== Your goal ==
Of all the lines below, return only those starting with the line holding "Describe the element at coordinates (833, 454)" and going on through the line holding "Image resolution: width=1196", exactly as written.

== Supplied material ==
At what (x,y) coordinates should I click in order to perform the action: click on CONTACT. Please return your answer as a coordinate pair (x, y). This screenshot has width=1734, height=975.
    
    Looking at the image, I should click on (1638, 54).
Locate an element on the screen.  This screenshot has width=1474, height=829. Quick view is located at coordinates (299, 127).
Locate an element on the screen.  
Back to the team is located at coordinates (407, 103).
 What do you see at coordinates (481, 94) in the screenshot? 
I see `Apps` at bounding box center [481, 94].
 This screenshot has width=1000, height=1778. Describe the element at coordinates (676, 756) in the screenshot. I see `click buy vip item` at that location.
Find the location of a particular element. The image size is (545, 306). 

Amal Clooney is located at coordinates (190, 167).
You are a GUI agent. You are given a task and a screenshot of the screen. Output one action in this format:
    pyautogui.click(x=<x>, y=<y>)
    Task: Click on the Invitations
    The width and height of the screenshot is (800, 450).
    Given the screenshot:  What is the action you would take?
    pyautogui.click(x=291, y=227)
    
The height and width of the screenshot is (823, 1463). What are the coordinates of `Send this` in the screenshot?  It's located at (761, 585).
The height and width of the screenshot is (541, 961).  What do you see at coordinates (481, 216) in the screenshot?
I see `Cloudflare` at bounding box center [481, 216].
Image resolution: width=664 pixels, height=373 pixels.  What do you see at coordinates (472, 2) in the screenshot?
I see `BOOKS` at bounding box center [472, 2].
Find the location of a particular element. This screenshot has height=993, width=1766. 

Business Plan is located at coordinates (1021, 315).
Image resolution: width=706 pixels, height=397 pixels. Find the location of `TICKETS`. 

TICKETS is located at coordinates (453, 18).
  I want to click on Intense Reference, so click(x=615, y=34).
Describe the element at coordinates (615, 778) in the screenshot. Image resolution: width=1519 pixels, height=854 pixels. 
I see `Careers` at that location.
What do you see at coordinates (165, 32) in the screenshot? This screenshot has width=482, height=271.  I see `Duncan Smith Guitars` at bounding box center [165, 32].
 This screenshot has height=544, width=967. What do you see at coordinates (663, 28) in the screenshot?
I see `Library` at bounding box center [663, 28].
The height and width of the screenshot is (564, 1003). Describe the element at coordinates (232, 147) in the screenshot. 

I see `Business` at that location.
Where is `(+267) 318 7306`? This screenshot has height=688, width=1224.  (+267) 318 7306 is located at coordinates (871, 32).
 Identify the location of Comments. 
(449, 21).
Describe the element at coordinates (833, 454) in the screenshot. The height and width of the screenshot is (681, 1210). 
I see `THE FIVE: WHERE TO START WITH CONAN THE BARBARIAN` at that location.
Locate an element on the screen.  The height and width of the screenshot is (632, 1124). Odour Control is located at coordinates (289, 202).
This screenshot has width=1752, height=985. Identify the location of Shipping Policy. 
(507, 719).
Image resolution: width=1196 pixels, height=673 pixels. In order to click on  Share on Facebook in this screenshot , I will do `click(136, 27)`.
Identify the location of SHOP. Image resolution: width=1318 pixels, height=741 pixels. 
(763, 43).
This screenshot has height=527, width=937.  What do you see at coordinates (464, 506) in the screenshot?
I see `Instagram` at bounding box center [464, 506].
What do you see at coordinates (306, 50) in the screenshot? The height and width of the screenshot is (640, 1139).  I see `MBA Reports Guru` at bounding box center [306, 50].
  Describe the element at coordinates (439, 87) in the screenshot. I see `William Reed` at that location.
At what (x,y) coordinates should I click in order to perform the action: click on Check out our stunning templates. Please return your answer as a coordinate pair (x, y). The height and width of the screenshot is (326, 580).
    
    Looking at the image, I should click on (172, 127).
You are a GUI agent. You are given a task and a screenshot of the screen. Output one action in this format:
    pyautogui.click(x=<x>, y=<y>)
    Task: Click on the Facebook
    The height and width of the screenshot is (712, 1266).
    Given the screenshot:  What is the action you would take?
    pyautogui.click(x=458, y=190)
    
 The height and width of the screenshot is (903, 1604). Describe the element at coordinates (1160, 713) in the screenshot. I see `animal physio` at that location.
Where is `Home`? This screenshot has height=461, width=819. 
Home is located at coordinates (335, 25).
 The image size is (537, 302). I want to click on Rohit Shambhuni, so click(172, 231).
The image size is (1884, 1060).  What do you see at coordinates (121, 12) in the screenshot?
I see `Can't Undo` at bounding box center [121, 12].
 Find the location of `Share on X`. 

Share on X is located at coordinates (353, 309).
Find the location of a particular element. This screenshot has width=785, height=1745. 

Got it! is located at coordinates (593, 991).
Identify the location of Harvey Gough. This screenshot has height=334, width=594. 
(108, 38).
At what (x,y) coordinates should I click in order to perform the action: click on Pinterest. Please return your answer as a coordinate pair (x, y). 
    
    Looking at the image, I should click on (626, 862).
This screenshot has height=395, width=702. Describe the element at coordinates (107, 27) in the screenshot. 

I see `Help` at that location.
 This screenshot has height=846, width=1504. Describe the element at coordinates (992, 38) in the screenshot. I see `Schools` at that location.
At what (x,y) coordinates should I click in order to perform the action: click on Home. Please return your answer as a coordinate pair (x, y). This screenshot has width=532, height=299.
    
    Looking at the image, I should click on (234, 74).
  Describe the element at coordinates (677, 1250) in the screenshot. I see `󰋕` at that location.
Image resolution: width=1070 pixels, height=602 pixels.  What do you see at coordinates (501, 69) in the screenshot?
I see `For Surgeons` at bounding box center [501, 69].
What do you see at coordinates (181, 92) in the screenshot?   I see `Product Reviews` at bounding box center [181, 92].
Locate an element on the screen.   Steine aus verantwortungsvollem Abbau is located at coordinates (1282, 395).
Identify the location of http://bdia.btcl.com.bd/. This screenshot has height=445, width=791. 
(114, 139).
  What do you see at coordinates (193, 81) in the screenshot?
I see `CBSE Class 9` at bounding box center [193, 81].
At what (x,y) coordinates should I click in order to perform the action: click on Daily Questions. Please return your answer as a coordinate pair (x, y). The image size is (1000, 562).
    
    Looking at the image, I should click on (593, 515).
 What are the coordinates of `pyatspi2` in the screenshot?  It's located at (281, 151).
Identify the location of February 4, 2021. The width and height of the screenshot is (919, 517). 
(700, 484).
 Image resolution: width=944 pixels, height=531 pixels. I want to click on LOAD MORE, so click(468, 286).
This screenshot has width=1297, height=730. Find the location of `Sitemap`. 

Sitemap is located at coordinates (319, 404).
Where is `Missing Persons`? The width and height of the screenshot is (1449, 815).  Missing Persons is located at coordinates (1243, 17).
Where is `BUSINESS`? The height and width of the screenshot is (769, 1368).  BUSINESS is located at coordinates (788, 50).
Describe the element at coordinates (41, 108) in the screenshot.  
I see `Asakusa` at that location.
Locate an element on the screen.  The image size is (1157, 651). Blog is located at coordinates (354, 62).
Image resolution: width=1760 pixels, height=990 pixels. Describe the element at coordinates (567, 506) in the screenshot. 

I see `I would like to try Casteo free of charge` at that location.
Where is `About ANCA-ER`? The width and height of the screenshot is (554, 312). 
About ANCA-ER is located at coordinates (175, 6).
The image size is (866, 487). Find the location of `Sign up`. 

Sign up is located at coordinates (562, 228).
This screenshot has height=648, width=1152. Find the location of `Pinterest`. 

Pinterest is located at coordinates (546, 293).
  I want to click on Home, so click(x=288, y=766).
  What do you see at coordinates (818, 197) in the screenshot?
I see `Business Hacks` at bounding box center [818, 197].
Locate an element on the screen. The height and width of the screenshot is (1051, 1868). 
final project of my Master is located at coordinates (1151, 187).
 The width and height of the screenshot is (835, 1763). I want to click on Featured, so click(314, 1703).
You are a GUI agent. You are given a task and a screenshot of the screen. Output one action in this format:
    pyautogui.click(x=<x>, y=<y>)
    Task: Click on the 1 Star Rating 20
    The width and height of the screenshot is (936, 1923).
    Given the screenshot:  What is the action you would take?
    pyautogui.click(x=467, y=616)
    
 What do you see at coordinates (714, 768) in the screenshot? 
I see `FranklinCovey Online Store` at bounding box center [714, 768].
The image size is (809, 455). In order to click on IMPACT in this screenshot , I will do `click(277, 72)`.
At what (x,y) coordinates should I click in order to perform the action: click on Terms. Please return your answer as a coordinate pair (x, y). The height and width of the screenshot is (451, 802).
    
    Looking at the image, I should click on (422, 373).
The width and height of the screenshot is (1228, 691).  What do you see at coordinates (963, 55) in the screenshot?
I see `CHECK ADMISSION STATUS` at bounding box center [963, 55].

== Answer to this exercise ==
Describe the element at coordinates (833, 454) in the screenshot. The height and width of the screenshot is (681, 1210). 
I see `THE FIVE: WHERE TO START WITH CONAN THE BARBARIAN` at that location.
Locate an element on the screen.  The height and width of the screenshot is (632, 1124). Odour Control is located at coordinates (289, 202).
This screenshot has width=1752, height=985. Identify the location of Shipping Policy. 
(507, 719).
Image resolution: width=1196 pixels, height=673 pixels. In order to click on  Share on Facebook in this screenshot , I will do `click(136, 27)`.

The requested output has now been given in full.